VO2MAX is oftentimes cited as a longevity predictor and the folk who’re involved in this line of research naturally portray it as superior. Peter Attia has quite a few of his podcasts devoted to this parameter…and with the similar sort of discussion. Here’s a snippet from one that’s behind the usual paywall but such discussion as is viewable maybe sheds a bit of light on what I’m trying to explain.
The thing about VO2MAX as a predictor is that it’s not very easy to “game” a VO2MAX test score. Genetics aside, it’s a good measure of “organic” healthy lifestyle/fitness choices routinely over the long haul, rather than a burst of training over a few weeks…or even months.
@iampops5 considering the age you have already attained that test is already wrong.
As @VeeEnn described in detail the sit-to-stand test (whether from the floor or from a chair) is a way to quickly measure physical abilities that directly impact your ability to function independently and not get hurt. These tests were designed for elderly people (like us). Many people over age 60 are sedentary and lose their physical fitness. Only 5% of Americans over age 60 get the equivalent of 20 minutes of walking per day. (120 minutes per week.)
If you fell would you be able to get up? I know at least two elderly people who fell while living alone and couldn’t get up. It took over a day for someone to miss them and find them in order to help them up.
Are you frail? Do you have enough heart and lung capacity to get up each day, get dressed, make food and eat by yourself?
As @VeeEnn said, it’s much harder to retain muscle strength at our age even if we try very hard. The sit-to-stand test from a chair is recommended by the government and is more realistic for us than sit-to-stand from the floor. Practicing this test every day will make us stronger in important ways.
The sit-to-stand from the floor with crossed ankles specifically requires high core strength. It makes a point statistically but isn’t practical because many older people have foot, ankle, knee and hip problems that interfere.
The sit-to-stand from a chair requires high leg and hip strength and high aerobic capacity but not high core strength. The latter is recommended by the CDC.This is a practical, functional test. Everyone needs to be able to get up from a chair.
The worst distress I had after my open-heart surgery was not the pain but the extreme weakness. This was most obvious in the weakness I felt standing up from a chair. I’m still doing exercises to strengthen these specific muscles by doing lunges to the back and front. I have to be very careful not to tear my posterior tibial tendons again.

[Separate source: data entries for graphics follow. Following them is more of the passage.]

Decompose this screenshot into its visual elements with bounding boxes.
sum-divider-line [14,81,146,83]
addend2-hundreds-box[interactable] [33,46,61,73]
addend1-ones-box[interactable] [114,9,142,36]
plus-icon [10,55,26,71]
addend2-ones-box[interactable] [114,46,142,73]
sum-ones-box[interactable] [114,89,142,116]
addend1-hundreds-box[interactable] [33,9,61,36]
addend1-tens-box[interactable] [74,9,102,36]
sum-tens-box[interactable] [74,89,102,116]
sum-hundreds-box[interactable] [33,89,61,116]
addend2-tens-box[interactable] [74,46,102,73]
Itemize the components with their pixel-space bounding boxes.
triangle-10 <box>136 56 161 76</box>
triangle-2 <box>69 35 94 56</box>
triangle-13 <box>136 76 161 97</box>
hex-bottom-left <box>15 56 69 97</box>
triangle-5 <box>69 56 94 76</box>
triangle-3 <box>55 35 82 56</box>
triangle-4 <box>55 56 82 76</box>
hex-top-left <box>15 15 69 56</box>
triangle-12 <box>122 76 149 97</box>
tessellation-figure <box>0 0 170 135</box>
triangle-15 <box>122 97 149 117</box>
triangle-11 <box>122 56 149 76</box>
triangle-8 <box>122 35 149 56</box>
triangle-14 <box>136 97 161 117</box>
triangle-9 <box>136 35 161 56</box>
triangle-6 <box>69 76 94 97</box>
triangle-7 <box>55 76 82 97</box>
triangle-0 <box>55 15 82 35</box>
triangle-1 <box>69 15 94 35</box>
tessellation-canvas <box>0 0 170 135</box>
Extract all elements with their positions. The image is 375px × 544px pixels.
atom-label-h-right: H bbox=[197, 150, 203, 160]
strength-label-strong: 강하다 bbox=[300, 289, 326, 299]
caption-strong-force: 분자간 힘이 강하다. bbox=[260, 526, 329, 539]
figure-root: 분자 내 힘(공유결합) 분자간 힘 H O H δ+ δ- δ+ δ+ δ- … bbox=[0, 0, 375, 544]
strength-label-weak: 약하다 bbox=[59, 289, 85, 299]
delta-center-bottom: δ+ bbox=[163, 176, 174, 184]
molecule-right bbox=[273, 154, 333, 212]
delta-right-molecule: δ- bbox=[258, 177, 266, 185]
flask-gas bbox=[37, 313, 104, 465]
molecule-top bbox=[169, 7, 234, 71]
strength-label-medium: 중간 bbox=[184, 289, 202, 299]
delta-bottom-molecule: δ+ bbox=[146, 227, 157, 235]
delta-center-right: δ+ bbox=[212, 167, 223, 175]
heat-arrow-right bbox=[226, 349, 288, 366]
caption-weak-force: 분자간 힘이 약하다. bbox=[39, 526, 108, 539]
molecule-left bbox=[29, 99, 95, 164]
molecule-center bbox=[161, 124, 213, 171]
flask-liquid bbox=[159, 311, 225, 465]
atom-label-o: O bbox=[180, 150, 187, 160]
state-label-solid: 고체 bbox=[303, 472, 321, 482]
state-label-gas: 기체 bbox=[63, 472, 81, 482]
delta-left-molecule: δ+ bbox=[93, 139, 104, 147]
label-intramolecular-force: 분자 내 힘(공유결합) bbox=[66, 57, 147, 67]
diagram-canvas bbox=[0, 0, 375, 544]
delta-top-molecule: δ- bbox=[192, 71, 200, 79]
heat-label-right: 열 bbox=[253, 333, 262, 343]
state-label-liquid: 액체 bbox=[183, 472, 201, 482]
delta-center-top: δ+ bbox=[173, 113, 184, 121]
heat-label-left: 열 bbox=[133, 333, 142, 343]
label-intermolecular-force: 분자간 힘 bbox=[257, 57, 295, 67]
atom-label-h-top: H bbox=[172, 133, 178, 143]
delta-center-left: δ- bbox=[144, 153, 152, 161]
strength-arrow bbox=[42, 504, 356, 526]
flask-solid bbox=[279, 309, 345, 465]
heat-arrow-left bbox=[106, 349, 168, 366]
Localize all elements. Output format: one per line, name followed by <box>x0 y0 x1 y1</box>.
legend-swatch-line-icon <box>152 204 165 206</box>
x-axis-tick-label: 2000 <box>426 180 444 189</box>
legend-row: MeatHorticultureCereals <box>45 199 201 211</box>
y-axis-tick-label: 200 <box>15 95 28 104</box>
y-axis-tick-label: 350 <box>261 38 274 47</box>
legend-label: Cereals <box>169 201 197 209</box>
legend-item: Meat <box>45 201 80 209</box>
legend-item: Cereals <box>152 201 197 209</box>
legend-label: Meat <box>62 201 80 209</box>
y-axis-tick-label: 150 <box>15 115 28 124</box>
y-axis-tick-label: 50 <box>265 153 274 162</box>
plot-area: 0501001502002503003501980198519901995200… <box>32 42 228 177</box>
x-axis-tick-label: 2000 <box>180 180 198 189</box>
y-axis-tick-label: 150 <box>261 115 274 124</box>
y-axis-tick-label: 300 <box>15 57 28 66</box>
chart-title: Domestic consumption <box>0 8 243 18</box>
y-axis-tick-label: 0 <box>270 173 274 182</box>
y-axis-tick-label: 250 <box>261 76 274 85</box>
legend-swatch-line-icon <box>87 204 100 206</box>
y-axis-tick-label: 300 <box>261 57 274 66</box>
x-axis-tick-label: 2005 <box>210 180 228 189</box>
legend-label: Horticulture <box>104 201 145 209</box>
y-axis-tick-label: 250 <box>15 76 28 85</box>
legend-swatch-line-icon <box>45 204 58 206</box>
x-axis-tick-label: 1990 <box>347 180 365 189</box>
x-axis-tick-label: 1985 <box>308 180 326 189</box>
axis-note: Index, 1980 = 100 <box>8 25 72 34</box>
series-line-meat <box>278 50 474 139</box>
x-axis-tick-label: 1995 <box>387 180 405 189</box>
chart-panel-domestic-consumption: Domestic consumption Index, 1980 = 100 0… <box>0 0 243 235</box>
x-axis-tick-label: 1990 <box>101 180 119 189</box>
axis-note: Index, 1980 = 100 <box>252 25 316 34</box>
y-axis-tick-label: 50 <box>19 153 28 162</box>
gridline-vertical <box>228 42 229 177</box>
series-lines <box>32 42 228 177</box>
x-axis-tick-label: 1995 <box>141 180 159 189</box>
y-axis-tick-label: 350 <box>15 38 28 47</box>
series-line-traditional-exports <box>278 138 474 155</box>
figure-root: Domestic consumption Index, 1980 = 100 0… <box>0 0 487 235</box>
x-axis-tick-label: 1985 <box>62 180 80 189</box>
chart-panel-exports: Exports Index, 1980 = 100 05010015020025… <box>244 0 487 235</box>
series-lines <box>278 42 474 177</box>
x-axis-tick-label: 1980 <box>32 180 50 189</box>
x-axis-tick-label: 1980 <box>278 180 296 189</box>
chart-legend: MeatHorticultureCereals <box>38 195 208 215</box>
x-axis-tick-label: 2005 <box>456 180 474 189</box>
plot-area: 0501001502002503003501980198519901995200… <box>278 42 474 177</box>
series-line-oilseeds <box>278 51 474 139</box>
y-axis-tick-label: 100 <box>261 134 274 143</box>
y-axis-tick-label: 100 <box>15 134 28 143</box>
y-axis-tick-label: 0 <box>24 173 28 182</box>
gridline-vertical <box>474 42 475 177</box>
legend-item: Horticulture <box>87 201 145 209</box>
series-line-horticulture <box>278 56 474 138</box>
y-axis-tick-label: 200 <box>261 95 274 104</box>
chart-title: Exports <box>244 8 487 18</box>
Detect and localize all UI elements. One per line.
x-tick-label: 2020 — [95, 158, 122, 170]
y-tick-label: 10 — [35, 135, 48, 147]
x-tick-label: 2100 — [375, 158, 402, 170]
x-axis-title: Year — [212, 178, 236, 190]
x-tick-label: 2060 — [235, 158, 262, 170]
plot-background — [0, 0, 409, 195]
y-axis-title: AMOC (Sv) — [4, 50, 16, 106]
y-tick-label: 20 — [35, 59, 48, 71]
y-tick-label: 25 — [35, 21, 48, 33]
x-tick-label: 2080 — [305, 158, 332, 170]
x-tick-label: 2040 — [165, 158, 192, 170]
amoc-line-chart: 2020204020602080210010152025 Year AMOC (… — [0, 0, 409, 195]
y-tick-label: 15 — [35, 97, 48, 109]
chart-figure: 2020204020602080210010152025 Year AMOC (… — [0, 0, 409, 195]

My goal is to be able to do a handstand again.
Wendy
Before my first lapiplasty which was in October 2021, I embarked on about 3 months of a sort of supercompensation level of conditioning (unaware of my cardiac status at the time) One of the variations on the sit to stand began with the chair and progressed through weighted, increasingly lower, single leg etc until I was doing pretty much pistol squats. The value of this came after surgery when I could get myself up off the toilet seat one legged and change my underwear unassisted too.
Maybe I’m in better condition than I thought. I spent about 10 hours walking around a theme park yesterday. Sure, there were breaks and time spent sitting. And I was tired. But I feel fine this morning. No aches or pains, aside from the usual ones, of course. My phone says it was 16,000 steps, although I don’t fully trust that count.
@ptheland glad to hear you had such a nice time and felt fine after 16,000 steps. For long-term physical fitness the key is consistency. If you can find a nearby park and walk 5,000 to 10,000 steps every day consistently you will maintain your health for the long term.